Well, I read that (below) and I quite agree. It seems to me (and
reviewers note) that in order to get academics (deans, faculty) to
value this stuff you have to have (and demonstrate) cognitive outcomes.
Certainly there is a demonstration of some affective changes (that
initially turned me on) but I am on the watch for studies like you cite
below. Incidentally, how did you come across it?
Is there a lab meeting Monday? I noted that Honorine is coming into
town.
ep
p.s. I picked up on the word practicum and did an Eric search....
mostly science or education, of course, but did find another political
science example. I will attach it.
On Jul 9, 2005, at 7:54 AM, Mike Cole wrote:
> Thanks Michael and Kristen for your pointers.
>
> For my purposes, neither reference would do the work I needed to get
> done, despite their interest.
> Michael's account is very helpful for developing theory on mechanisms
> and conditions of change, but
> involves a single student who is a graduate student doing a
> disseration. The Giles and Eyler has done
> some very interesting work making plausible the intellectual and
> social value impact of involvement in
> community institutions for a class like our practicum classes, but
> their data are soft in that they do not provide
> control groups and their modes of measuring outcomes are not closely
> linked to any theoretical ideas the
> students have to grapple with.
>
> BUT, Giles and Eyler lead to Markus, Howard, & King (1993).
> Integrating community service and classroom
> instruction...... Educational Evaluation and Policy Analysis, 15,
> 410-419. These folks organized a clever and
> plausible experiment with a large class and found clear impact on test
> scores in the class for students who
> engaged in community service that was relevant to class content (a
> poli sci class).
>
> I believe Giles and Eyler has some later work that would be relevant
> but it is in book collections and not available
> electronically.
>
> My major goal in this inquiry is to address the deplorable state of
> education via large transmission lecture classes
> in the social science (and humanities) that test students in dumb ways
> and encourage directed forgetting of class
> content. My hypothesis is that there are low cost ways (not free, low
> cost) to re-mediate undergraduate understandings such that
> their school going activity can be transforme into educational
> activity.
>
> If a way were found to marry Michael's careful analysis of individual
> cases to large scale experimental demonstrations of the
> kind that move Deans and Provosts, it might be possible to have a
> signficiant impact on a situation which has been getting
> worse for some time and threatens to get a lot worse soon.
>
> Any more leads warmly appreciated.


* PROBLEM TO WORK ON: Please state how many lines in the records below contain the word "centered"; the number alone is the answer.

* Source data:

==*==

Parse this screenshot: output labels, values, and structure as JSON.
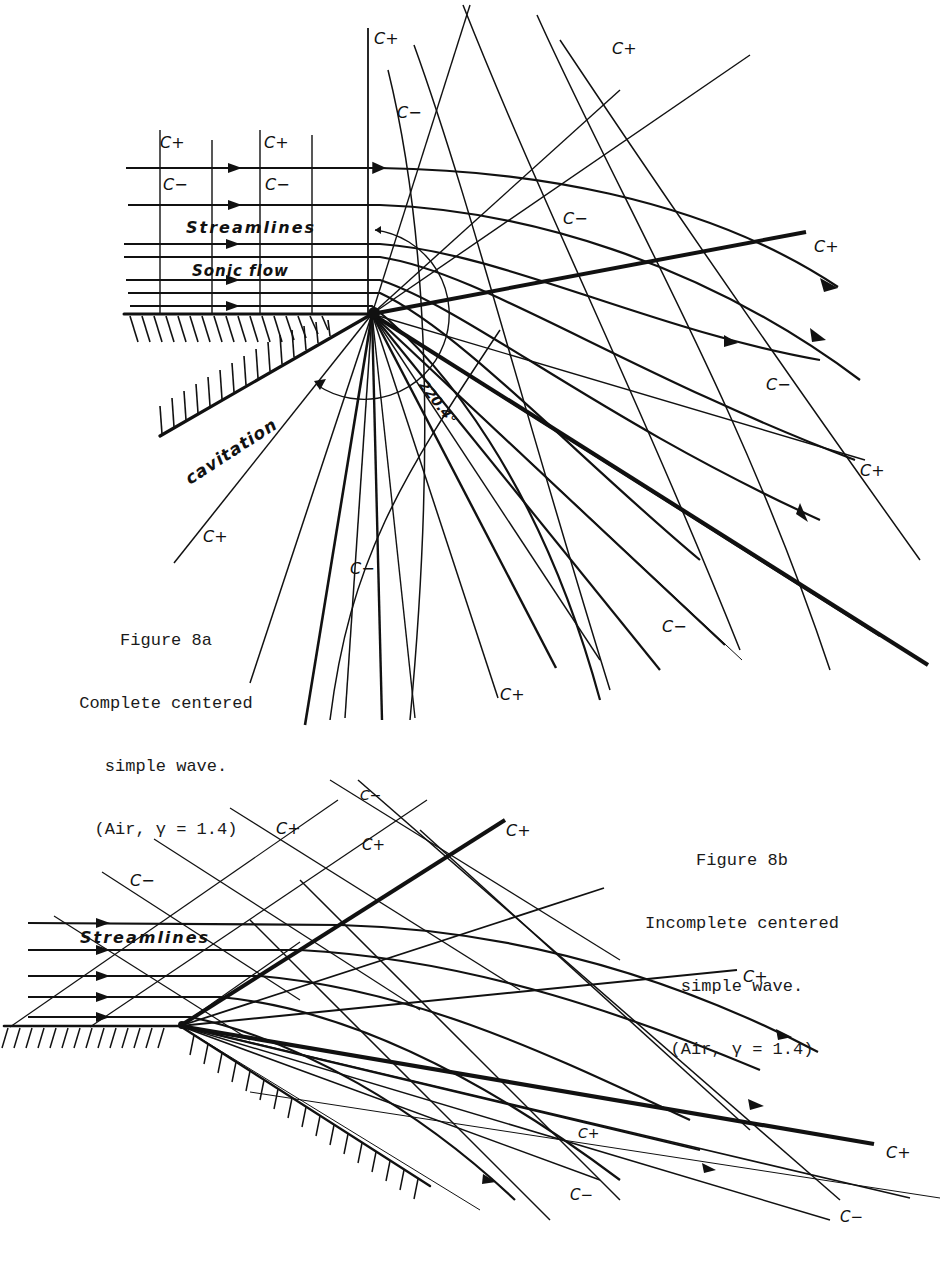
{
  "figure_a": {
    "caption": {
      "line1": "Figure 8a",
      "line2": "Complete centered",
      "line3": "simple wave.",
      "line4": "(Air, γ = 1.4)"
    },
    "labels": {
      "streamlines": "Streamlines",
      "sonic_flow": "Sonic flow",
      "cavitation": "cavitation",
      "angle": "220.4°",
      "c_plus": "C+",
      "c_minus": "C−"
    }
  },
  "figure_b": {
    "caption": {
      "line1": "Figure 8b",
      "line2": "Incomplete centered",
      "line3": "simple wave.",
      "line4": "(Air, γ = 1.4)"
    },
    "labels": {
      "streamlines": "Streamlines",
      "c_plus": "C+",
      "c_minus": "C−"
    }
  }
}
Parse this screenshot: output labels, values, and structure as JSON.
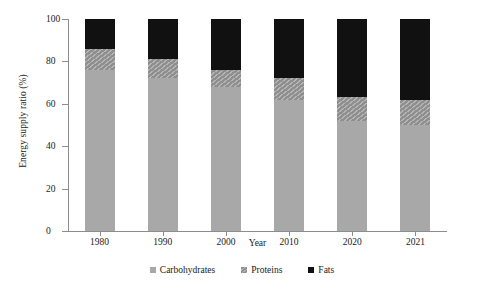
{
  "chart_data": {
    "type": "bar",
    "stacked": true,
    "title": "",
    "xlabel": "Year",
    "ylabel": "Energy supply ratio (%)",
    "categories": [
      "1980",
      "1990",
      "2000",
      "2010",
      "2020",
      "2021"
    ],
    "ylim": [
      0,
      100
    ],
    "yticks": [
      0,
      20,
      40,
      60,
      80,
      100
    ],
    "grid": false,
    "legend_position": "bottom",
    "series": [
      {
        "name": "Carbohydrates",
        "color": "#a8a8a8",
        "values": [
          76,
          72,
          68,
          62,
          52,
          50
        ]
      },
      {
        "name": "Proteins",
        "color": "#8e8e8e",
        "values": [
          10,
          9,
          8,
          10,
          11,
          12
        ]
      },
      {
        "name": "Fats",
        "color": "#111111",
        "values": [
          14,
          19,
          24,
          28,
          37,
          38
        ]
      }
    ],
    "cumulative_tops": {
      "carbohydrates": [
        76,
        72,
        68,
        62,
        52,
        50
      ],
      "proteins": [
        86,
        81,
        76,
        72,
        63,
        62
      ],
      "fats": [
        100,
        100,
        100,
        100,
        100,
        100
      ]
    }
  },
  "legend": {
    "items": [
      {
        "label": "Carbohydrates",
        "swatch": "carbohydrates-swatch"
      },
      {
        "label": "Proteins",
        "swatch": "proteins-swatch"
      },
      {
        "label": "Fats",
        "swatch": "fats-swatch"
      }
    ]
  }
}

==*==

* TASK ANSWER: 2